Through engaging narrative, fashioned from an impressive number of interviews, Gail Collins’s rigorous survey of the progress of American women is at times tear-jerking (the son shouting ‘way to go, Mom’ at her medical school graduation), and accessible to all levels of readers from academics who study women to the older woman who lived through most of it. The author, Gail Collins, is a New York Times Op-Ed columnist, and the first woman to serve as editor of the Opinion Pages. She brings a steady, folksy persona to the writing and opens the book with an outstanding account of women’s political, cultural and social history.

Collins writes that, “suddenly, everything changed. The cherished convictions about women and what they could do were smashed in the lifetime of many of the women living today.” This optimistic, exciting premise sets up the three parts of the book.

Part I offers a brief history that begins in 1960 and describes the experience of people like Jo Freeman, who spent four years at Berkeley, realizing later that she “never even saw” let alone had, or “worse yet “even noticed the absence of female professors. Collins describes how women who expressed interest in careers outside the norm for women: teacher, secretary or nurse, were gently steered back into the realm of the possible by career counselors and well-meaning family members. When women did work, it was expected that they would quit upon marriage. They served mainly as well coiffed and dressed window dressing until a man would provide for them.

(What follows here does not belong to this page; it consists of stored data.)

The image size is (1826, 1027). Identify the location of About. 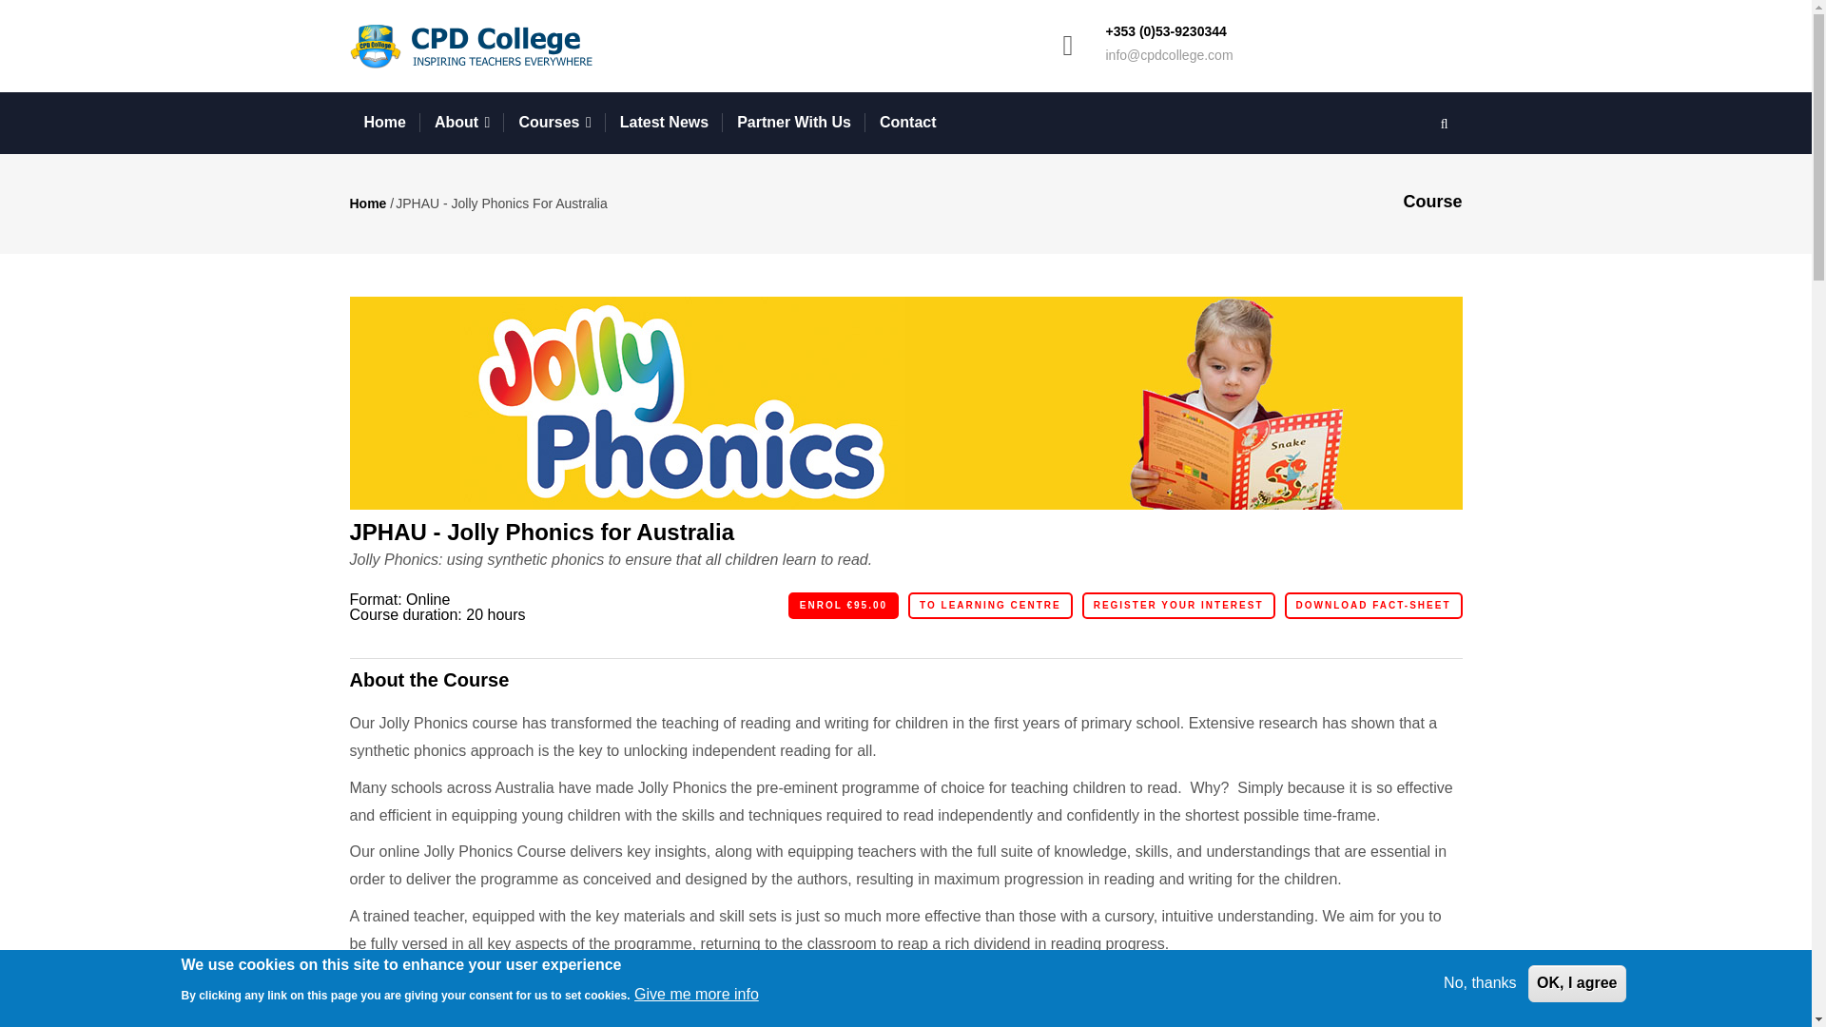
(462, 124).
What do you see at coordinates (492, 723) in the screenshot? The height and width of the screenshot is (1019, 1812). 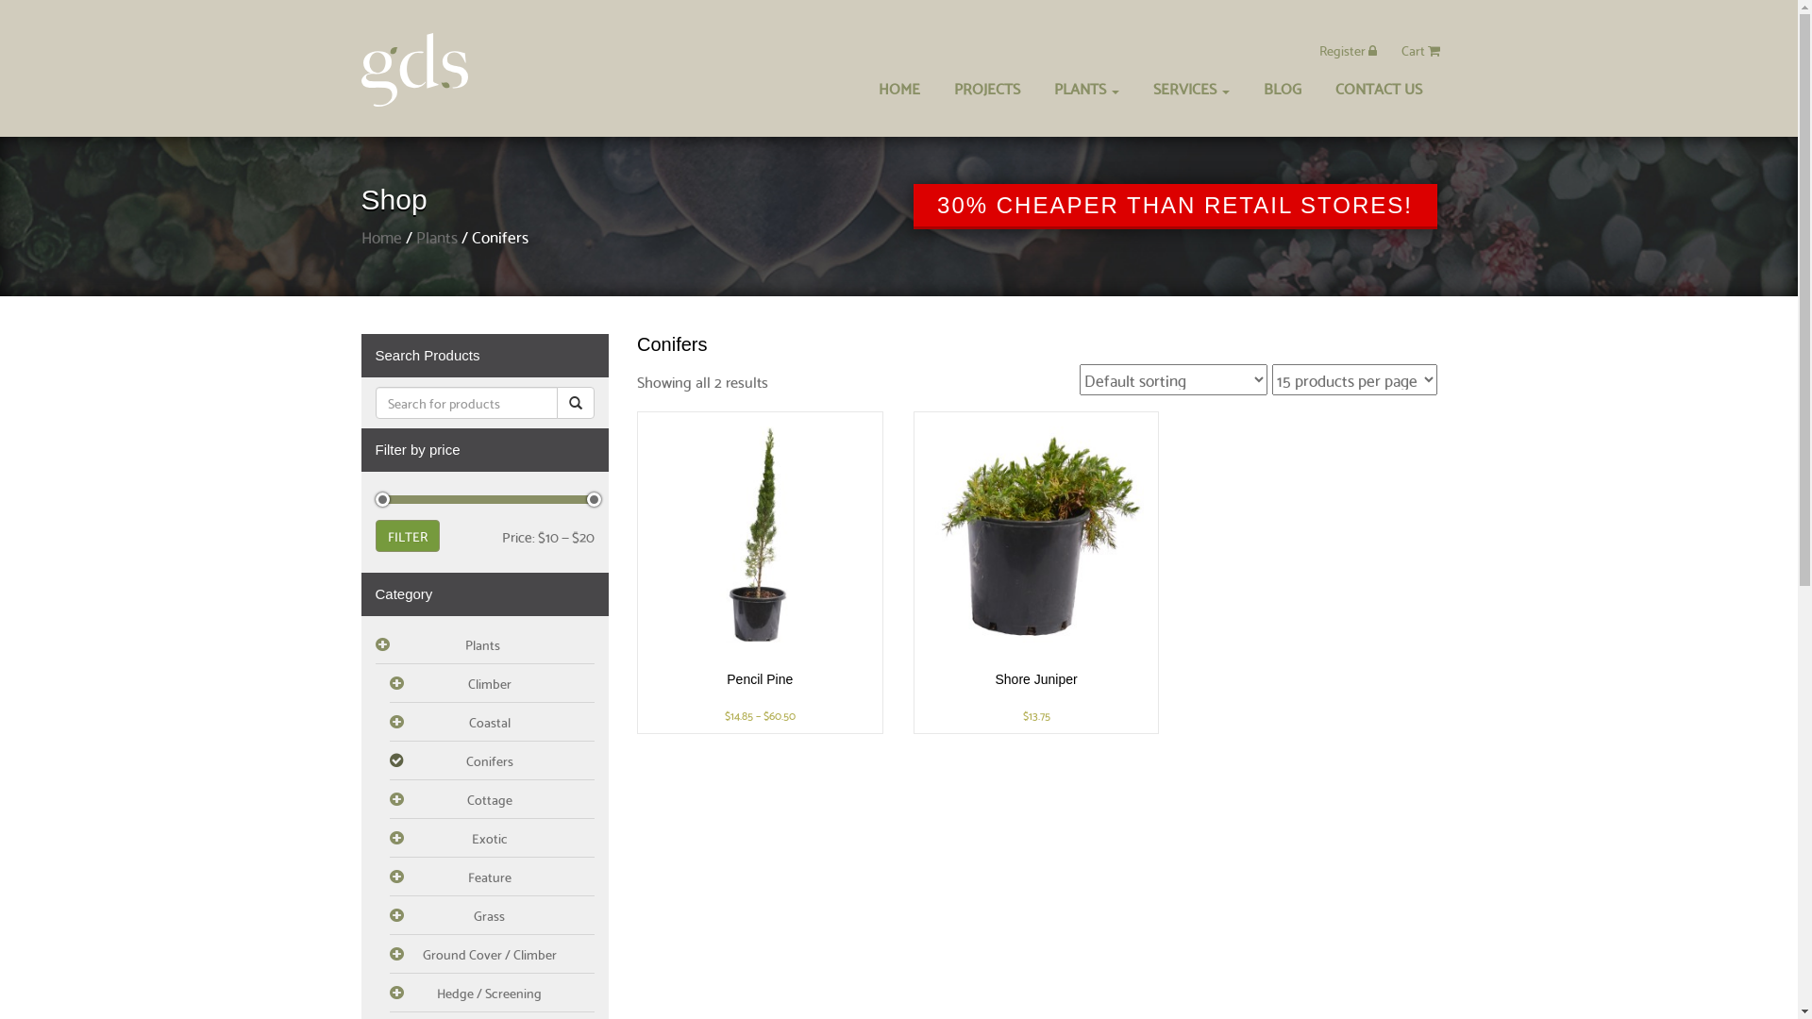 I see `Coastal` at bounding box center [492, 723].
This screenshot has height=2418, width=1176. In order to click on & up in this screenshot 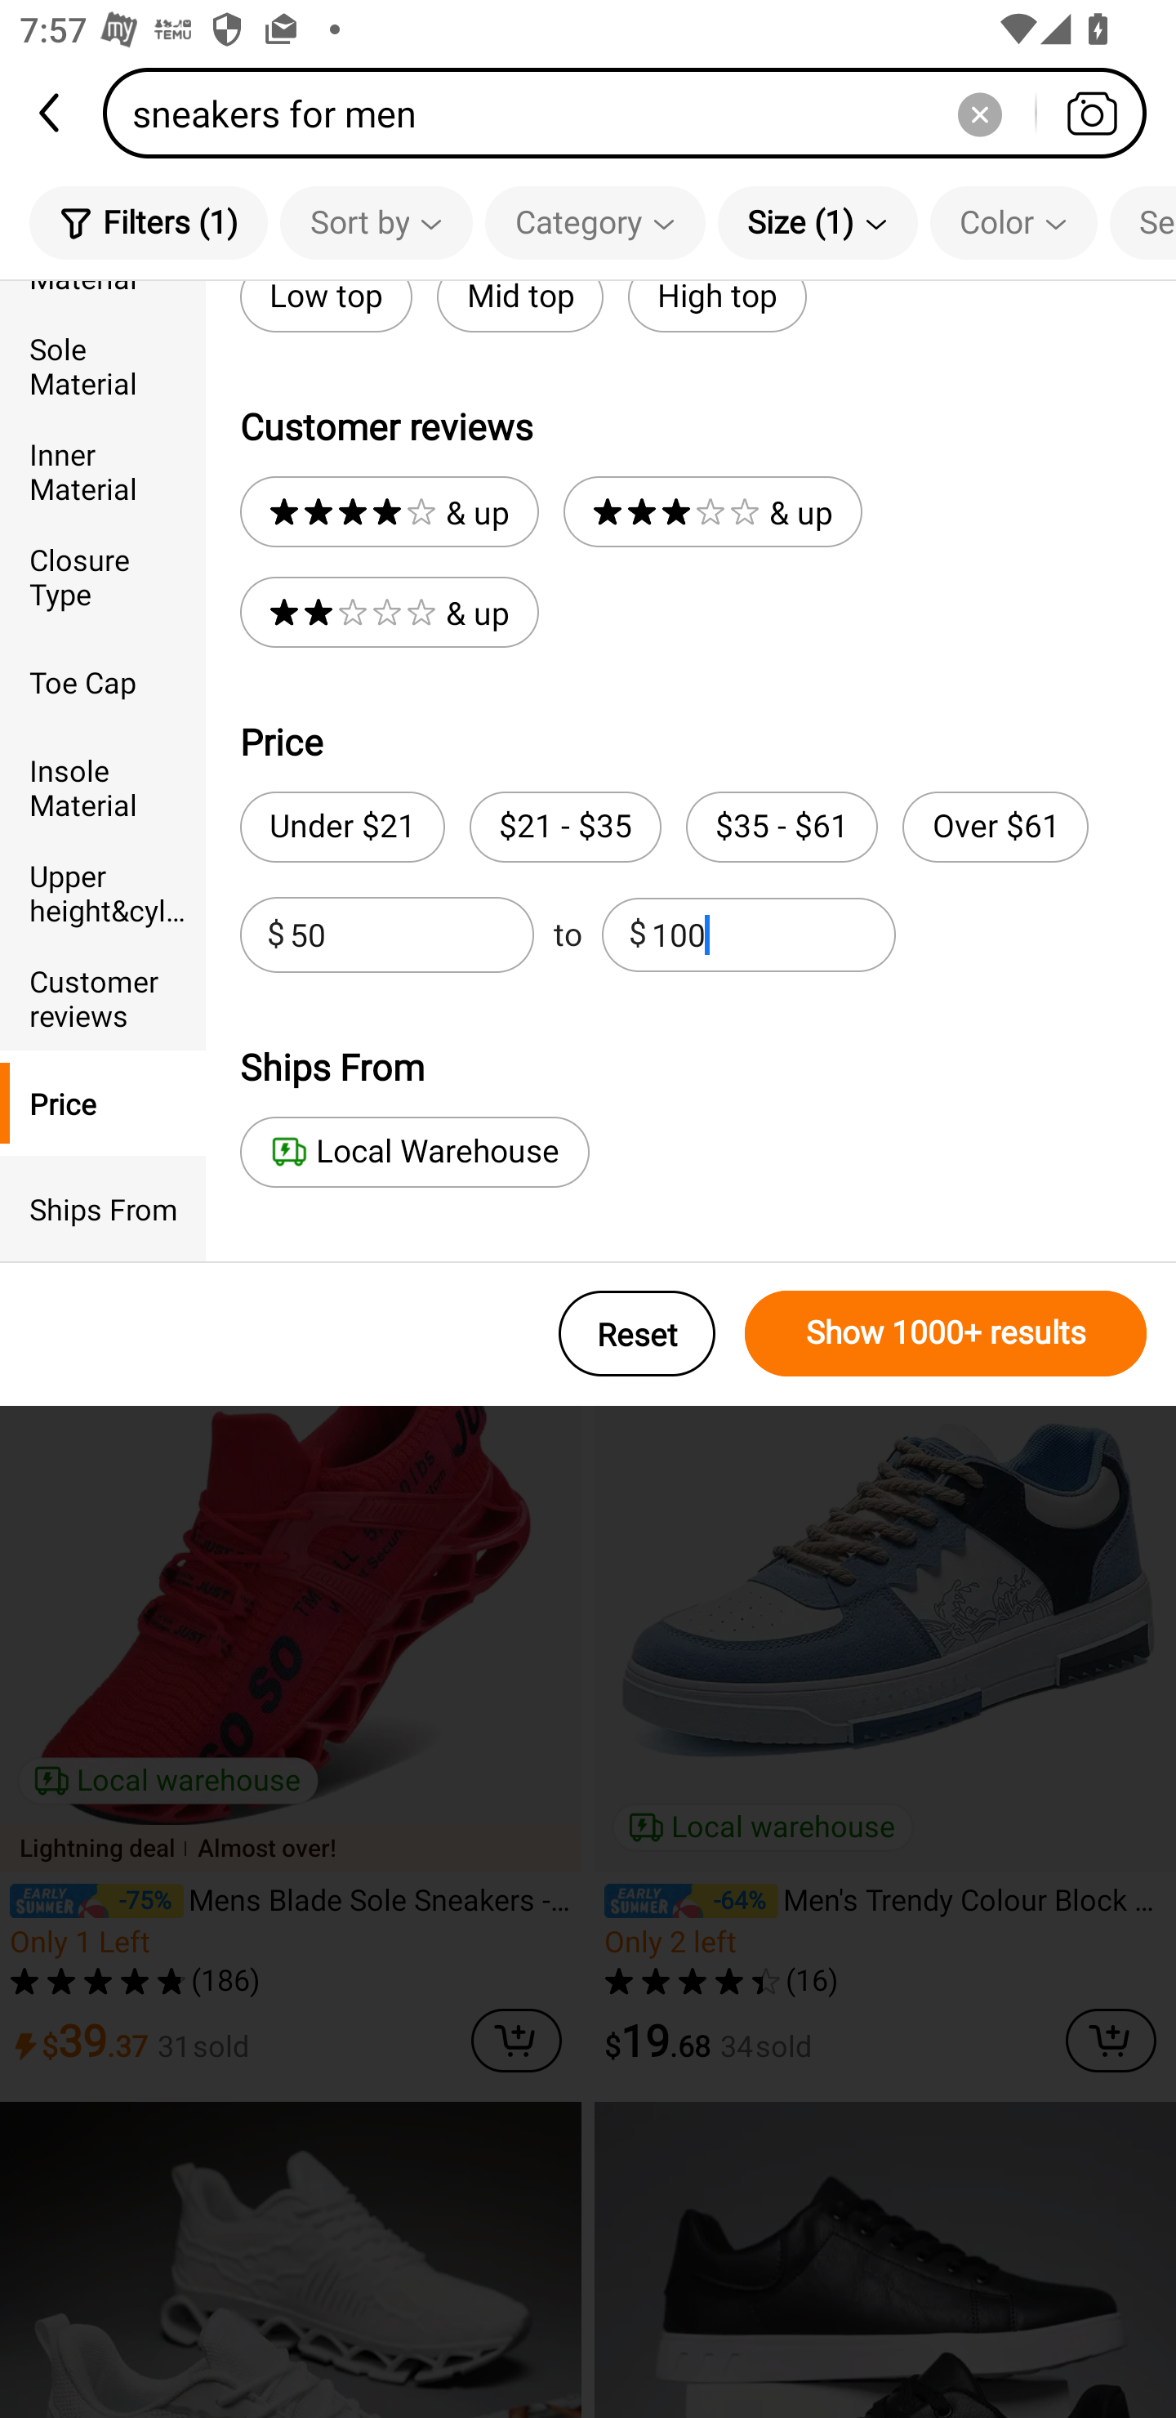, I will do `click(712, 512)`.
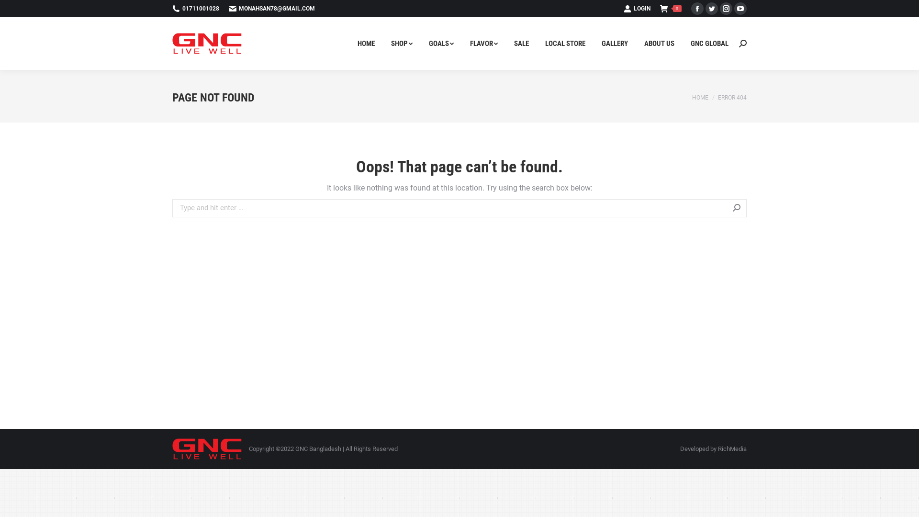 This screenshot has height=517, width=919. What do you see at coordinates (565, 44) in the screenshot?
I see `LOCAL STORE` at bounding box center [565, 44].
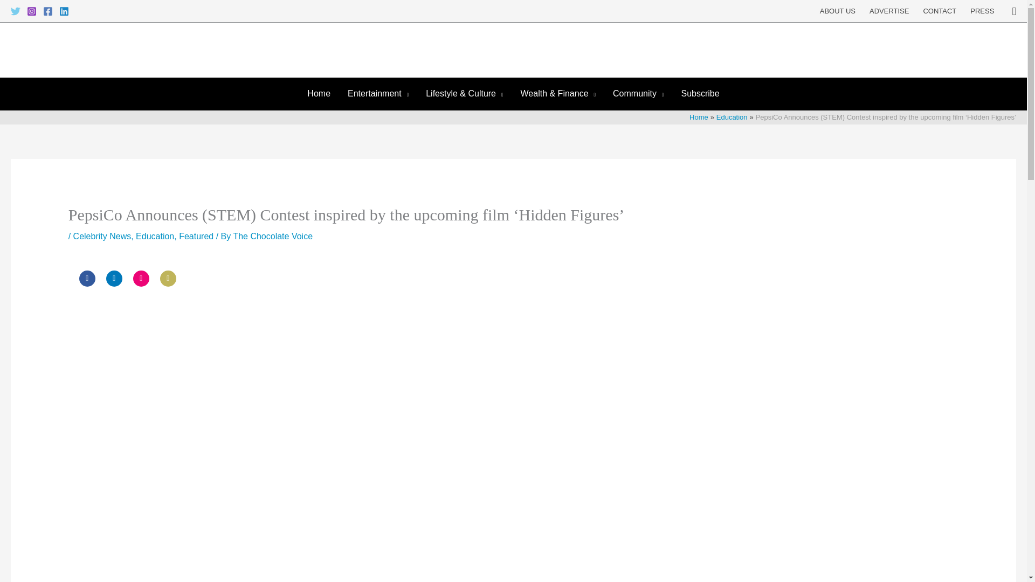 The height and width of the screenshot is (582, 1035). What do you see at coordinates (319, 94) in the screenshot?
I see `Home` at bounding box center [319, 94].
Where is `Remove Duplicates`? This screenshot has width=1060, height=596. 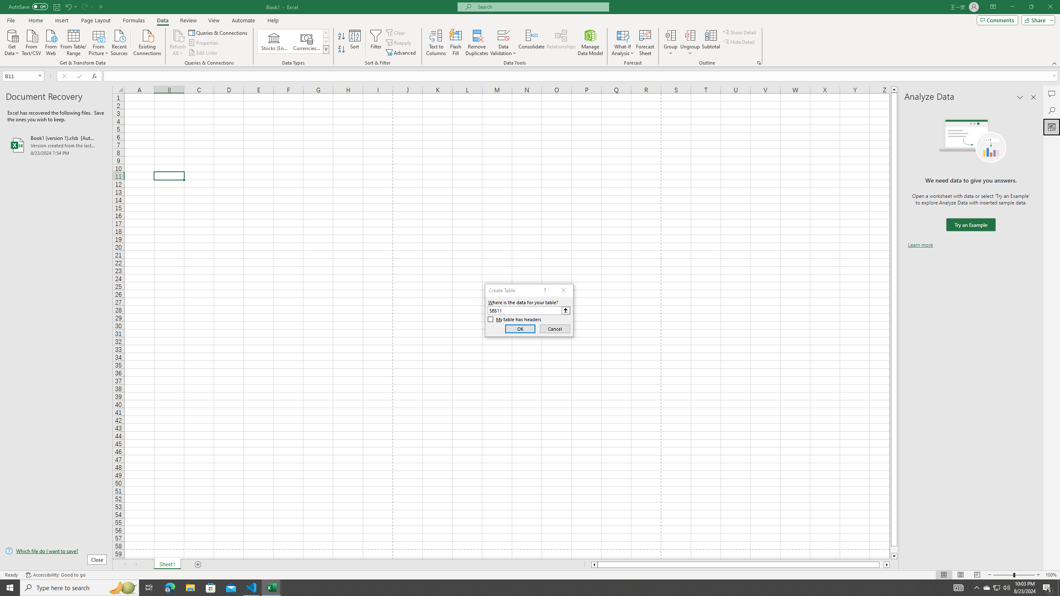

With stunning regularity women were turned away from every kind of public participation. There is no doubt, that the sixties in the United States was a stagnant place for women when they attempted to exercise a wide range of roles. The rhythms of a life focused on marriage and housework round out Part I and made clear: women stayed married no matter what and they performed a lot of housework.

In Part II, Collins describes “when everything changed.” She makes clear to the reader, however, that while women began to experience more opportunities at work; their lives became more complicated, not less. While feminism ushered in more opportunities for women, it didn’t solve what to do with the children when they were away at work or how to manage the household in the absence of a full time maid and cook. The burning question was did feminism fail? rings through Part II with richly mined stories from women who lived through this transformational period. She described the ad-hoc creation of the National Organization for Women, with quickly scribbled notes on napkins and $5.00 donations.

It is these stories, brought to life with interviews and exceptional detail that serve not only to entertain and keep the reader engaged, but to caution the next generation of women to keep pressing on, and to be appreciative of the hard won progress of women who have gone before. She points out that young women may consider many of these scenarios quaint, after all, they now make up approximately fifty percent of the students in law schools, but until they trace the steps of the women in the book, they cannot know the humiliation and difficulty that prior women endured before “everything changed.”

In Part III of the book, Collins urges the reader to consider the follow through of feminism. Tongue in cheek she describes the fashion trends of the 1980’s heavily shoulder-padded “super woman,” the “Mommy Track” and the emerging trend of men pitching in to share housework with their wives. She chronicles the Hillary-Sarah fascination of the American public and the late night television seam-bursting portrayals. Sympathetically she writes about Hillary Clinton’s significant contribution of getting the nation “used to the idea of a woman as a presidential candidate — of a woman as president.”

She ends the book where she began, with a story of a woman repudiated for her fashion choice — this time a New York City bus driver who refuses to wear slacks. And she sums up the progress of women from 1960 through today by noting that women have indeed changed their world and the world around them.

Nichola D. Gutgold is author of Almost Madam President: Why Hillary Clinton ‘won’ in 2008 (Lexington Books, 2009) as well as Seen and Heard: The Women of Television News and Paving the Way for Madam President.